Most important perhaps, in the
Esquire
stories Himes developed his genius for observing and then recording a scene in such physical detail as to completely overtake the reader. These stories also demonstrate a technique Himes would perfect with
Cast the First Stone
and use ever thereafter, a kind of jacking up of reality, amassing physical detail and impressions with such rapidity and to such degree that they collapse into one another, become distorted, almost surreal.

I swung at his shiny face. I missed him and went sprawling over a corpse. The soft, mushy form gave beneath me. I jumped up, shook my hands as if I had fallen into a puddle of filth. Then the centipede began crawling about in my head. It was mashed in the middle and it crawled slowly through my brain just underneath the skull, dragging its mashed middle. I could feel its legs all gooey with the slimy green stuff that had been mashed out of it.

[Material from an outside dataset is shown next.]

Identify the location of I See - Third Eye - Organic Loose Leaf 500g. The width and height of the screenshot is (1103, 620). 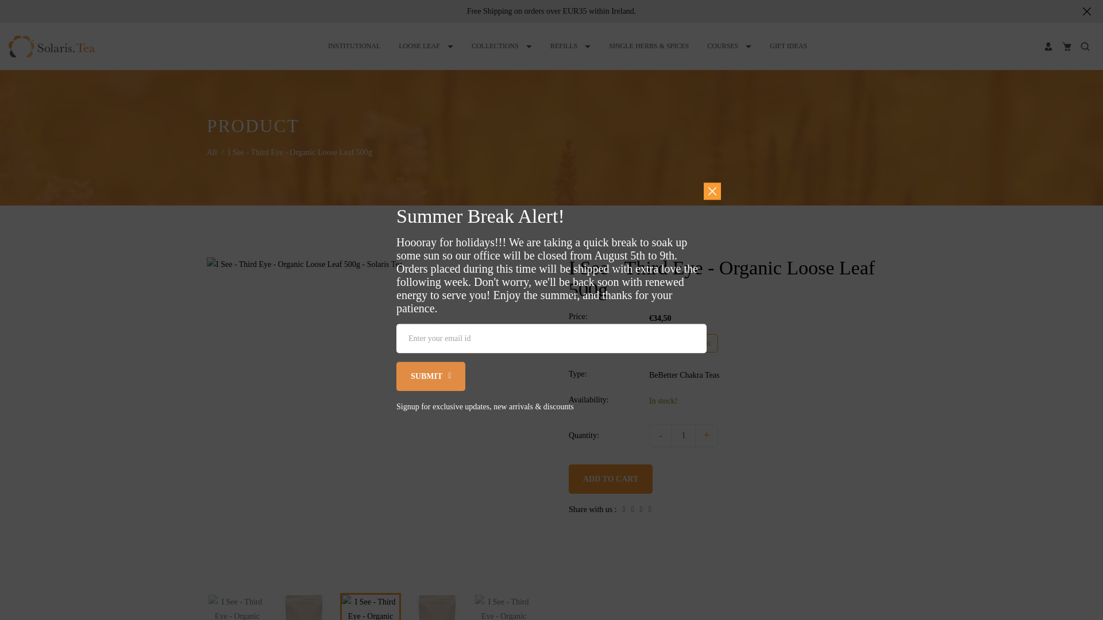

And then I was running again. I was running blindly over the stiffs, stepping in their guts, their faces. I could feel the soft squashy give of their bellies, the roll of muscles over bones. I put my face down behind my left hand, bowed my head and plowed forward.

A moment later I found myself standing in front of the entrance to the Catholic chapel. I felt a queer desire to laugh.
30

Finally, then, the place of violence in Himes's work.

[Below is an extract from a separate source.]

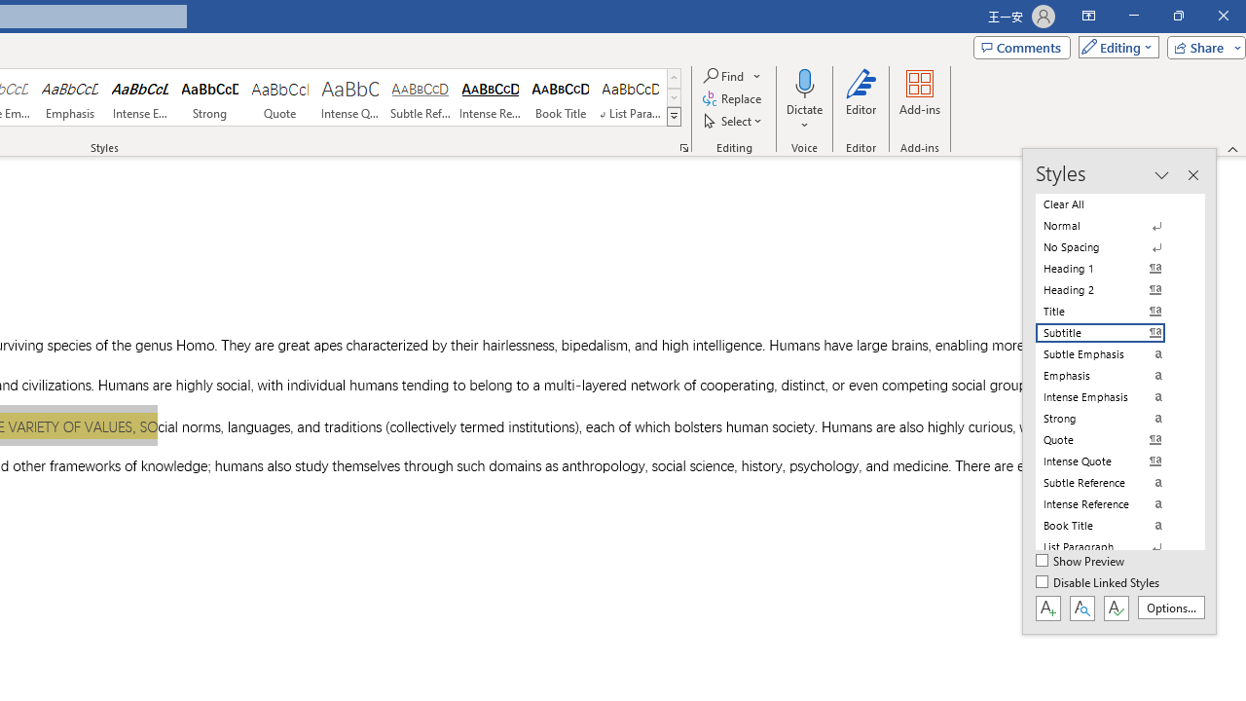  Describe the element at coordinates (804, 82) in the screenshot. I see `Dictate` at that location.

Nathanael West remarked that he was able to write such short yet intense books because in the United States we don't have to prepare for violence. Violence is our birthright, the very air we breathe. In prison Himes watched fellow prisoners cut, cripple, or kill one another for nonsensical reasons, or for no reason at all. Himes cites two convicts killing one another over their argument as to whether Paris was in
France or France in Paris. (In
The Crazy Kill
Grave Digger tells this same story to an Irish police lieutenant who then tops him, in what musicians would call a cutting contest, with his own absurdist tale of two Irishmen.) Another was murdered for not passing the bread. Once Himes awoke to the sound of a gurgling scream and the sight of blood spurting from a cut throat onto the mattress below. The experience taught him, he said, that people will do anything. And he carried that sense of pervasive, absurdist violence into his mature work, where it became that work's major theme: the violence society lowers against its members, the violence blacks level against blacks, the violence we do against those we love and against ourselves.

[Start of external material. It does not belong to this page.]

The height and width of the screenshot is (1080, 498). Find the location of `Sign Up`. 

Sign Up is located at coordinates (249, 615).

For Himes, violence is at the same time matter-of-fact and so intense as to be almost cartoonlike: an inescapable, mundane part of black life as well as a metaphor for the absurdity of that life. When after treading across that carpet of corpses Jimmy Monroe feels “a queer desire to laugh” he points up a fundamental element in Himesian violence. Violence is always edged with humor in Himes. Boundaries dissolve; often we're unable to say where one leaves off and the other begins. We laugh at the woman fused to the wall by a hit-and-run driver and arctic temperatures, clothes falling away to reveal her as a transvestite—laugh, then are horrified at ourselves for doing so.

Or this scene from well along in
Blind Man with a Pistol:

The black man walked forward down a urine-stinking hallway beneath the feet of a gigantic black plaster of paris image of Jesus Christ, hanging by his neck from the rotting white ceiling of a large square room. There was an expression of teeth-bared rage on Christ's black face. His arms were spread, his fists balled, his toes curled. Black blood dripped from red nail holes. The legend underneath read:

THEY LYNCHED ME.
31

One of many subplots in
Pinktoes
is that of black journalist Moe Miller, fighting a perpetual war against a giant rat in his home in Brooklyn. The rat even moves traps that Moe sets for it, placing them strategically where they break Moe's toes. When at one point Moe throws his hunting knife at it, the rat clasps the knife in its teeth and rushes him. Moe flees the apartment, telegraphing his wife:

FOR GOD SAKE DO NOT COME STOP RAT HAS GOT KNIFE STOP IN POSSESSION OF HOUSE STOP I AM DROPPING THE NEGRO PROBLEM UNTIL RAT IS CAUGHT STOP.
32

 

It's in
The Primitive
that this fusion of comedy and violence reaches its apotheosis, moving from there into the Harlem cycle.